Maxtor DiamondMax 10: Exploring NCQ & RAID

 

End user demand for increased hard drive capacity is waning somewhat, now that we can store over 200,000 typical digital photos, or 60,000 music files, for less than a $100 street price. Sixty thousand music files could play for almost six months without repeating and you'd have to stay awake for almost 70 days straight if you look at each of those 200,000 photographs for 30 seconds each. That's not to say the need for increased storage capacity is waning in the enterprise, but given the choice of a faster 250GB hard drive or an average performing 300GB drive for desktop systems, more enthusiasts are likely to go with the relatively large, but faster 250GB drive. While the race for hard drive capacity on the desktop may be slowing to a simmer, the race for higher performance is heating up. New interfaces, higher bus transfer rates, faster rotational speeds and improved drive software are combining to deliver impressive performance.

One of the most recent additions on the software front is Native Command Queuing (NCQ). NCQ attempts to reduce latency and increase throughput by ordering the incoming read and write requests in the most efficient sequence to minimize head travel. For example, let's say a system asks for the data at position 20 on a drive, immediately followed by a request for more data at position 19. A drive without NCQ will read the data at position 20, and then wait for the platters to make nearly a complete rotation to read the data at position 19. The NCQ enabled drive will rearrange the requests for 20 > 19 into 19 > 20 so the drive can read the data more efficiently without the additional rotation.

On the hardware front, we have products like the latest integrated RAID controller offering from Intel on their ICH7 Southbridge. Back in 1998, when the rumblings of IDE RAID first began, most of us were running 430TX based motherboards with a maximum hard drive transfer rate of 33 MB/s. The first practical implementations of IDE RAID, such as the Promise FastTrak66, supported up to 4 drives in RAID 0, 1 and 10 formats and were limited by the bandwidth of the PCI bus. But today, high-end systems have far more available bandwidth and just about all enthusiast class motherboards include some form of integrated RAID functionality.

In this article, we are going to explore the performance of Maxtor's DiamondMax 10 hard drive as it compares to last year's DiamondMax 9, and the current SATA HD performance leader, the Western Digital Raptor WD740GD. We will then combine the drives in various quantities, RAID formats and stripe sizes to measure the performance impacts of these configurations at relatively similar price points. The RAID formats we will be using are:

 

RAID 1, which is basic mirroring, writes all data identically to two drives. Write performance is generally slightly lower than a single drive since data is written twice by two drives that may start in different relative positions. Read performance could be much higher since any read operation could be broken in half with each drive doing half the work, but typically, only a single drive performs read operations giving similar read performance to a single drive.


RAID 0, which is basic striping, takes all data read and write operations and spreads them across all drives equally. This is the highest performance version of RAID, but also increases the risk of data loss since any single drive failure of the array causes the loss of all data in the array.


RAID 5, which is striping with parity, is similar to RAID 0, except that each piece of data written to a drive has a piece of parity data written to another drive. In this configuration, loss of a single drive will not corrupt the entire array, but the overhead to calculate the parity data can have a significant impact on write performance.

 

Finally, we will discuss the impact of stripe sizes on RAID performance. The stripe size is set during array initialization. It represents the size of the pieces a file is dividend into for writing across the drives. For example, a 1 MB file written to a RAID 0 array using a 4K stripe size would be broken into 256 pieces that are spread across all the drives in the array. The same file using a 128K stripe size is only broken into 8 pieces. In RAID 5, the data is broken into pieces according to the stripe size, and additional pieces are calculated for parity error checking data.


• WHAT IS BEING ASKED:
For these records, count the lines containing the word "lowess" and respond with the number alone.

• RAW DATA:
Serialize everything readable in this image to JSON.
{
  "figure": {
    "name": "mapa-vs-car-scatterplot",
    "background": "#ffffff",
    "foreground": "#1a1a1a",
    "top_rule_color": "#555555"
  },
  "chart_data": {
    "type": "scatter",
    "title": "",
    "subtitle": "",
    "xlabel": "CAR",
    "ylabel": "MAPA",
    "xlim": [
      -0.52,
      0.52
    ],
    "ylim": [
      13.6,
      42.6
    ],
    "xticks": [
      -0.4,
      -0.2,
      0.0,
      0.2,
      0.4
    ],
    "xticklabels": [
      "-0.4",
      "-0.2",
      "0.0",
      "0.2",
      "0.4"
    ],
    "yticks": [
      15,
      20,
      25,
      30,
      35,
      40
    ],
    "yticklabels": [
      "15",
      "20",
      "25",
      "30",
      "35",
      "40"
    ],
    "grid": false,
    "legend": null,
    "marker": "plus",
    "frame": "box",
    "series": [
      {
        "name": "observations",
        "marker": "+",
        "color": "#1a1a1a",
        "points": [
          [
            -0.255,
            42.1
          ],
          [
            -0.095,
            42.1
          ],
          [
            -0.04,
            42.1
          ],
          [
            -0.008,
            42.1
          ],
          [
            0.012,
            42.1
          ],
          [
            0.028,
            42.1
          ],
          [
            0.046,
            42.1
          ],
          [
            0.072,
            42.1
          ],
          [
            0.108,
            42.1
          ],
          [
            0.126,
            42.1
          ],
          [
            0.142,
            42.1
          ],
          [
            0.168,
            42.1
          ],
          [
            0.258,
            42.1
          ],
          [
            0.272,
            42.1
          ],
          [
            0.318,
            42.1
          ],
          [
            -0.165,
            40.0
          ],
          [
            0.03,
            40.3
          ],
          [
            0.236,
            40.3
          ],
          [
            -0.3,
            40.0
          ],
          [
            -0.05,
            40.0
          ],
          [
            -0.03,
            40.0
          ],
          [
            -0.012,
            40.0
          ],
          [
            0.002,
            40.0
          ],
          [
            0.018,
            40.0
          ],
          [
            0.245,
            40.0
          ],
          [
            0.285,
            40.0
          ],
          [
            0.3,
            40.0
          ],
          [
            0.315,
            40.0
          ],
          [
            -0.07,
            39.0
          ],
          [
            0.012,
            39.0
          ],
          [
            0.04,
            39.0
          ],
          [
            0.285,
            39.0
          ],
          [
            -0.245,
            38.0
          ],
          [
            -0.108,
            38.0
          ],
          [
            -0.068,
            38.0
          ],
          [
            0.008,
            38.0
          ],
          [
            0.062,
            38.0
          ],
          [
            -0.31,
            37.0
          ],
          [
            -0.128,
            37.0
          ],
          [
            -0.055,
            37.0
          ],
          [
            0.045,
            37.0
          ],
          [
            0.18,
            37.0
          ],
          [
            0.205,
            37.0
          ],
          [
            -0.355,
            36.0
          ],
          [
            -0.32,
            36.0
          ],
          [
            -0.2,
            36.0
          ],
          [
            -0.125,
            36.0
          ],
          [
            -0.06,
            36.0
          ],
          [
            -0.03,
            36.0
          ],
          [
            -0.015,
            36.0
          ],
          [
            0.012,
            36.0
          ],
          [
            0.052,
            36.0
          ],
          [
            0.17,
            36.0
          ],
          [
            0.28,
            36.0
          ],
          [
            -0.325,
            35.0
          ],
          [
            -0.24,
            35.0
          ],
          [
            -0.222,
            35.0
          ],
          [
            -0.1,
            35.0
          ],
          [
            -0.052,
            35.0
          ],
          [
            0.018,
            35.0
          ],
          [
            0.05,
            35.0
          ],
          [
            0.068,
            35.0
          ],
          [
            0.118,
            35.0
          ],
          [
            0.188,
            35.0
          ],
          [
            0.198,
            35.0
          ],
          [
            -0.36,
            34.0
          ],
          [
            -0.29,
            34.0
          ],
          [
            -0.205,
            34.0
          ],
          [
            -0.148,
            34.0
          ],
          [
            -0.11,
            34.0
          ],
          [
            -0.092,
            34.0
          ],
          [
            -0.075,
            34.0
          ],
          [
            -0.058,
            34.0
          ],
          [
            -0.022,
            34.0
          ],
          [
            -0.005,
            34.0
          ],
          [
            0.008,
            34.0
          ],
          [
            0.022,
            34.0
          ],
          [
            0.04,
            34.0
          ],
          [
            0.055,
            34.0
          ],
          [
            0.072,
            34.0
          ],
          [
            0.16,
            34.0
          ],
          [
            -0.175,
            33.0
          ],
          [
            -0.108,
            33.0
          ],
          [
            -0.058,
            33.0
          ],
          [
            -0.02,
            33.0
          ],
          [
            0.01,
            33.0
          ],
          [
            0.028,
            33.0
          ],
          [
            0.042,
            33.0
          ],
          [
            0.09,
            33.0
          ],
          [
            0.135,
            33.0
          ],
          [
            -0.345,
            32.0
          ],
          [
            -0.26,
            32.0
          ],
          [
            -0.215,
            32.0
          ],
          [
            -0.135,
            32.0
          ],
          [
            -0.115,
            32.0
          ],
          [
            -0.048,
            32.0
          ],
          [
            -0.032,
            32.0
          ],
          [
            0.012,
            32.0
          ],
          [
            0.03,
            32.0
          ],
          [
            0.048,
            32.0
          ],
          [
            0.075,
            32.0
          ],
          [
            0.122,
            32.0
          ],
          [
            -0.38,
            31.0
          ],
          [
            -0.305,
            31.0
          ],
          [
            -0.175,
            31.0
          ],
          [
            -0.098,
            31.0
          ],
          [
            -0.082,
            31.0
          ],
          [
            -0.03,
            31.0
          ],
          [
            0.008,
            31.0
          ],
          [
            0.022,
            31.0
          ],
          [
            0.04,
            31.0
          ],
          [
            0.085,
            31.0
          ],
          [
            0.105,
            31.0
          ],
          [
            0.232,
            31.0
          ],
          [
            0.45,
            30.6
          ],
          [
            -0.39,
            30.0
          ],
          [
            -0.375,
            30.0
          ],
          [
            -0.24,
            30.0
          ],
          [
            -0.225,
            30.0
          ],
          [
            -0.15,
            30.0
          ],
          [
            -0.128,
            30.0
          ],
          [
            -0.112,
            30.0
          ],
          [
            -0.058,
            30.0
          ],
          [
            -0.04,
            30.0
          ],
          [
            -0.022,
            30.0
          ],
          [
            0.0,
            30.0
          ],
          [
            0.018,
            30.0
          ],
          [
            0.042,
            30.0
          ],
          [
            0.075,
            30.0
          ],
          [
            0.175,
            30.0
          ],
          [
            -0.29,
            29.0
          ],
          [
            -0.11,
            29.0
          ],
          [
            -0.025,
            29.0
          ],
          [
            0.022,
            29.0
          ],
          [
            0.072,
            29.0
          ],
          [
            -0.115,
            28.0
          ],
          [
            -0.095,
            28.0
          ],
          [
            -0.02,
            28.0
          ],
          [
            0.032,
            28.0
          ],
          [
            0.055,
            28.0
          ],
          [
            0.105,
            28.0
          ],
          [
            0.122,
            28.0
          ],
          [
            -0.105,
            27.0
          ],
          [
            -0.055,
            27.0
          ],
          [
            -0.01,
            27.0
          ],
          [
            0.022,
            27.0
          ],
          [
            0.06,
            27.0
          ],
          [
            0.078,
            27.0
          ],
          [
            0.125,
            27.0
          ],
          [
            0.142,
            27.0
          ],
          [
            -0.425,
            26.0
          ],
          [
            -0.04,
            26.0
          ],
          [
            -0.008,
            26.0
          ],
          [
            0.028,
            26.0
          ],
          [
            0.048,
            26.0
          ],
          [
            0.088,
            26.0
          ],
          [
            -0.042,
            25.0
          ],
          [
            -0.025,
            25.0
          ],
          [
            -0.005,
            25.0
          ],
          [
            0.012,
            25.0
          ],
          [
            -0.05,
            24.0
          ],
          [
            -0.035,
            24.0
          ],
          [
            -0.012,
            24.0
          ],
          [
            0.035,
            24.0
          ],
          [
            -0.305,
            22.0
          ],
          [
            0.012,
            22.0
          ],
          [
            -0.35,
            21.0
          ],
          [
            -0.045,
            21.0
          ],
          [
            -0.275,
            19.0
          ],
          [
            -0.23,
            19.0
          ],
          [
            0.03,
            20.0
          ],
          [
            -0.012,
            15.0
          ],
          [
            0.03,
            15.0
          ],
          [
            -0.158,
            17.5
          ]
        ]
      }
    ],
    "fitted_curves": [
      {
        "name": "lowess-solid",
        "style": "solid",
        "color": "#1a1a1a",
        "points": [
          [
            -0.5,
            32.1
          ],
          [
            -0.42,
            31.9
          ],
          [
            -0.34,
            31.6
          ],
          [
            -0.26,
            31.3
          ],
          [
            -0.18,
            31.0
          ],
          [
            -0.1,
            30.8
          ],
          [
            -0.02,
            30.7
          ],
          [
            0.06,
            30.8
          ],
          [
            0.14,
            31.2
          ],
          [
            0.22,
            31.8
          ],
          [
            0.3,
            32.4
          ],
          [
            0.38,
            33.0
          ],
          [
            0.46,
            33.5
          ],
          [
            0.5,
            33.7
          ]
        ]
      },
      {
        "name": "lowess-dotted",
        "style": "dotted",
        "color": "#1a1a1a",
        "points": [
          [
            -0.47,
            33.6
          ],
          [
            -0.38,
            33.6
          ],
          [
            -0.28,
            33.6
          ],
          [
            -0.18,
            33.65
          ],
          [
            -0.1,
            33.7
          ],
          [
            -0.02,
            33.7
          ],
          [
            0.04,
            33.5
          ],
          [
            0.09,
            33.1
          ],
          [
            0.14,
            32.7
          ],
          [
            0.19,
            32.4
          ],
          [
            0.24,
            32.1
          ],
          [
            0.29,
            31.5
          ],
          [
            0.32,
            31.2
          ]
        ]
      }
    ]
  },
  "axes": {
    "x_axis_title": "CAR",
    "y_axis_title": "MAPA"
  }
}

• RESPONSE AREA:
2